The Wraith, Phantom, and Spectre squads move with terrifying efficiency. They clear the streets, throwing grenades into buildings, their shots short, controlled bursts—not the panic of a firefight, but the methodical work of exterminators. I see my combat medics running to tend to one of our own who has been shot, dragging him to safety while others provide covering fire. I see my company, my creation, functioning as a perfectly orchestrated symphony of violence.

For the next hour, we directed the battle from the center of the village, eliminating any organized resistance that arose.

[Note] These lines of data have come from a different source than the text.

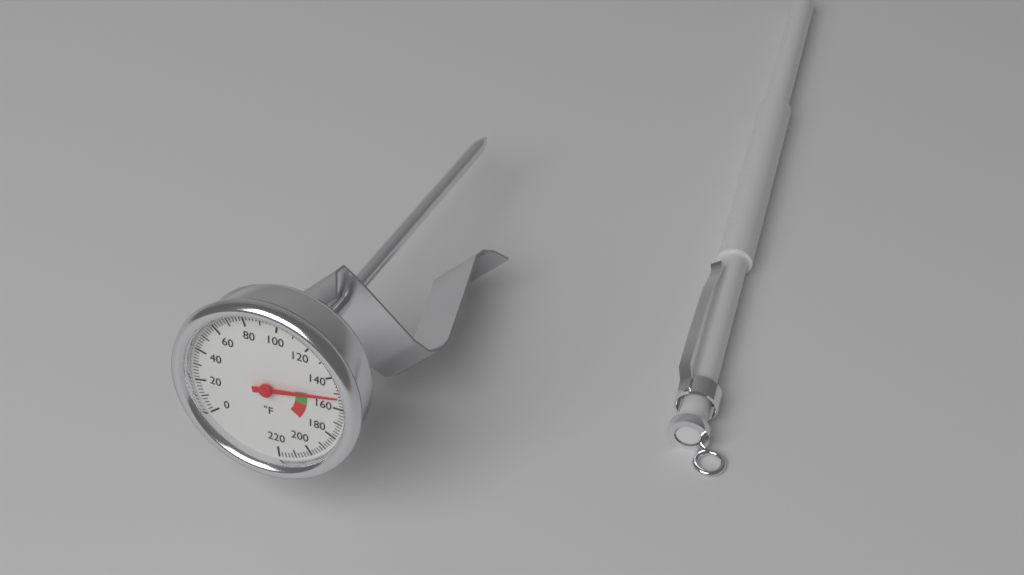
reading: 152 °F
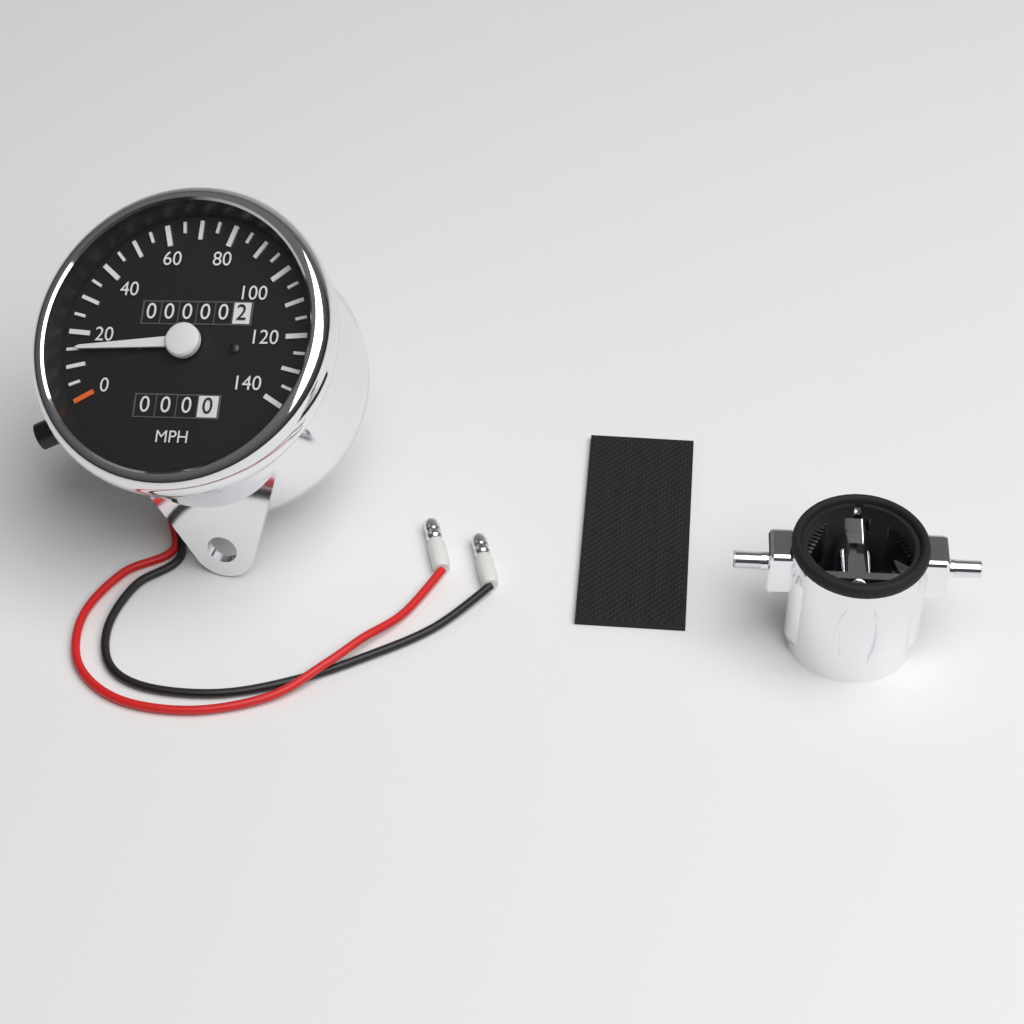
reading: 15 MPH
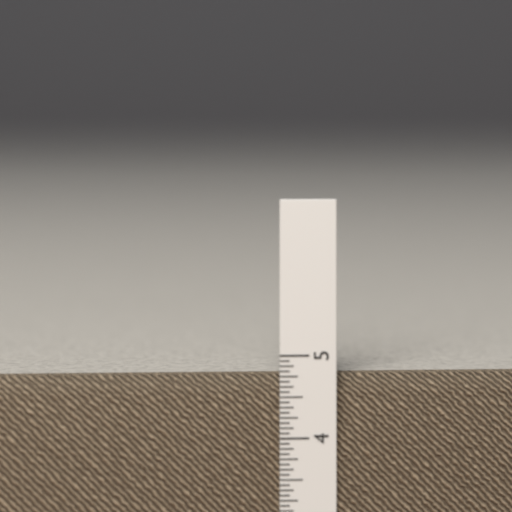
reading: 4.7500 in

It was a massacre. A cleansing. Exactly as the contract stipulated.

When the sun rose, Al-Karim was silent. A deathly silence.

I walked through the streets, now littered with bodies and shell casings. Marcus and Javier followed me, their faces grim. My Shadow Operators were securing the perimeter, showing no emotion.

We had succeeded. Zero casualties on our side, only three lightly wounded. A flawless operation.

Javier took photos of the HVTs as proof for the client. We collected any intelligence we could find. And then, we left, leaving behind a ghost town as a warning.

Back at Base Echo, I transferred the report and evidence through the same encrypted channel. An hour later, the reply came.

<**Shadow Company Reputation: BRUTAL EFFICIENCY (LEVEL 1).**>

We had done it. Shadow Company was no longer on the brink of bankruptcy. We were solvent. We were a success.

I sat in my command chair, looking at the world map on the main screen. It no longer seemed so large and intimidating. Now, it looked like a collection of opportunities. Of contracts.

I had completed the mission. I had earned the money. I had proven that my company was a force to be reckoned with. But as I looked at the tired faces of Marcus and Javier, and thought about the hundred men lying dead in a Syrian border village, the fusion of Alex and Kenji posed a disturbing question.

Alex, the gamer, saw the mission as a completed level, a high score. Kenji, the human, saw the cost in blood.

I, Kage, saw both. And I realized that in this business, success is measured in millions of dollars and in the number of souls you harvest. And our ledger had just begun to fill in both columns.